Request for banking data prompts privacy probe
OTTAWA — Federal privacy commissioner Daniel Therrien is investigating Statistics Canada’s request for private banking information on 500,000 Canadians.
Therrien said numerous people have complained to his office about the agency’s effort to gather detailed information on transactions held by Canadian financial institutions, from cash-machine withdrawals to credit-card payments to account balances.
The formal investigation will include an examination of the requests Statistics Canada has made to businesses in multiple industries for data they collect on their customers and business partners, he said.
Canada’s chief statistician, Anil Arora, said traditional methods of gathering data aren’t good enough to measure Canada’s economy and changes in society. “More than 75 per cent of purchases are conducted online by Canadians and Statistics Canada has to have access to these data in order to provide all Canadians with the timely and quality statistics they need in areas such as housing and debt and the impacts of transitioning to a gig economy,” Arora said.
Therrien’s last report to Parliament mentioned Statistics Canada’s growing reliance on “administrative data sources,” mainly information collected by businesses about their customers. Many of those businesses have contacted the privacy commissioner to make sure that sharing it is OK, his report said.
Therrien suggested that wherever possible, Statistics Canada should tell the companies involved to strip names and identifying information from the data before sending it over. “To ensure transparency, we recommended StatCan let the Canadian public know how and why it is increasing its collection of data from administrative and other non-traditional sources,” the report said.
• Meanwhile, after more than three years of legislative fine-tuning, Canadian businesses will be required as of today to alert their customers and the federal privacy watchdog if there’s a danger that personal information under an organization’s control has fallen into the wrong hands.
Failure to report the potential for harm could expose privatesector organizations to fines of up to $100,000 for each time an individual is affected by a security breach, if the federal government decides to prosecute a case.
But there are warnings that Canada’s privacy office — an arms-length Parliamentary body — will be handicapped by a lack of resources and its limited powers under the Personal Information Protection and Electronic Documents Act, or PIPEDA.
Therrien said his office needs six more people to analyze the new flood of breach reports that will start to flow. Without it, the office will only be able to take a superficial look at most reports.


* EXERCISE DETAILS:
Below are several entries. Transcribe exactly those lines that fall from the one with "You are a GUI" through the one with "Task: Click on the p: Dashboard", end lines included.

* RECORDS TO USE:
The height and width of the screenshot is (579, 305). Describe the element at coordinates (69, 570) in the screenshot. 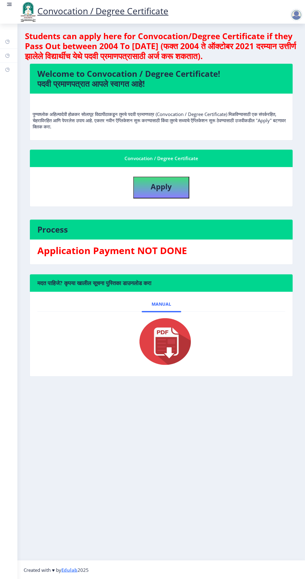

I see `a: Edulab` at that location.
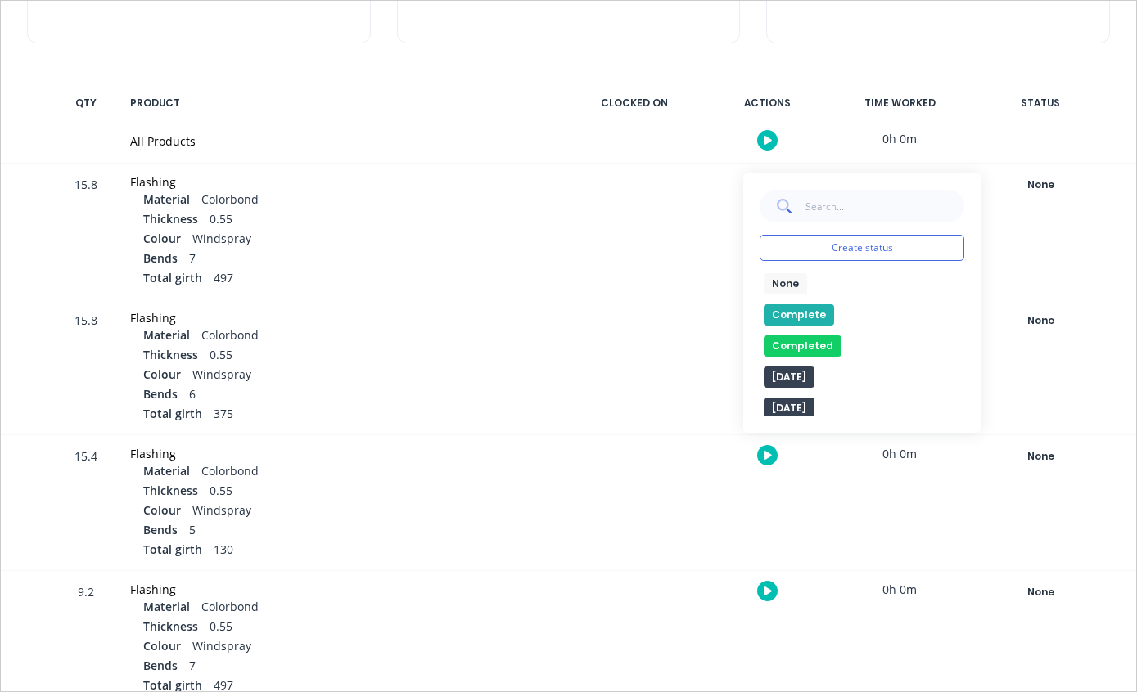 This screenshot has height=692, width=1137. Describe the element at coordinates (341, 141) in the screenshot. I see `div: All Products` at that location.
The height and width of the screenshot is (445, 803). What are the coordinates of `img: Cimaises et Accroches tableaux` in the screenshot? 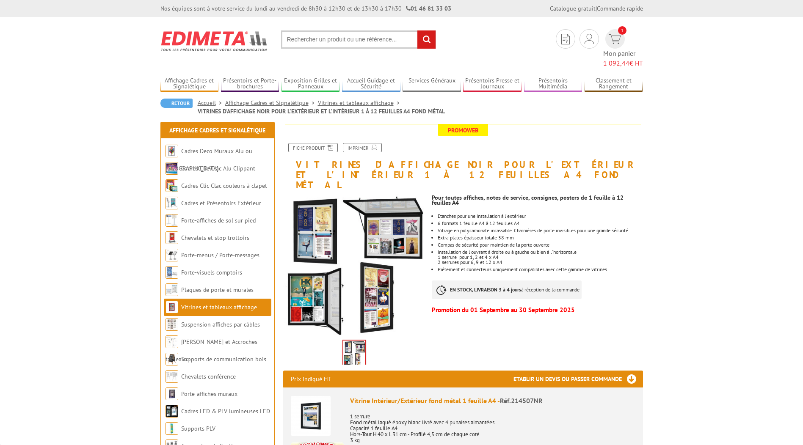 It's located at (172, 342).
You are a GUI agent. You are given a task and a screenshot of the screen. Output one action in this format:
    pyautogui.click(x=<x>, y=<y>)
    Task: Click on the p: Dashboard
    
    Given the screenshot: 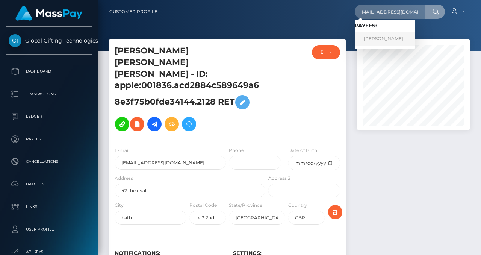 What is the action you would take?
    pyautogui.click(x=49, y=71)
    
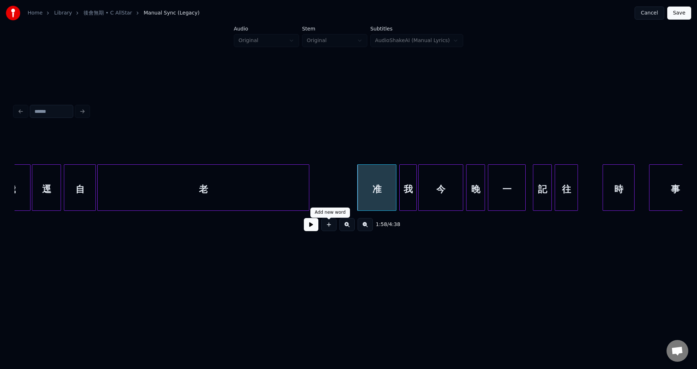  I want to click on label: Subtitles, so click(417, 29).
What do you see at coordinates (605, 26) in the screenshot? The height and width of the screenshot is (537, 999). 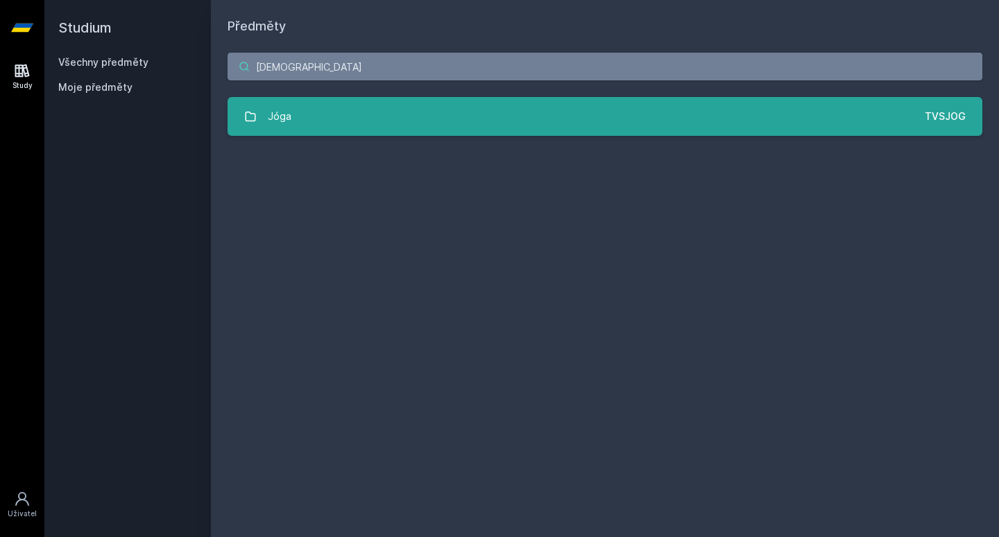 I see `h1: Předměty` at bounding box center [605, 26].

* SOLUTION TO THIS EXERCISE:
You are a GUI agent. You are given a task and a screenshot of the screen. Output one action in this format:
    pyautogui.click(x=<x>, y=<y>)
    Task: Click on the p: Dashboard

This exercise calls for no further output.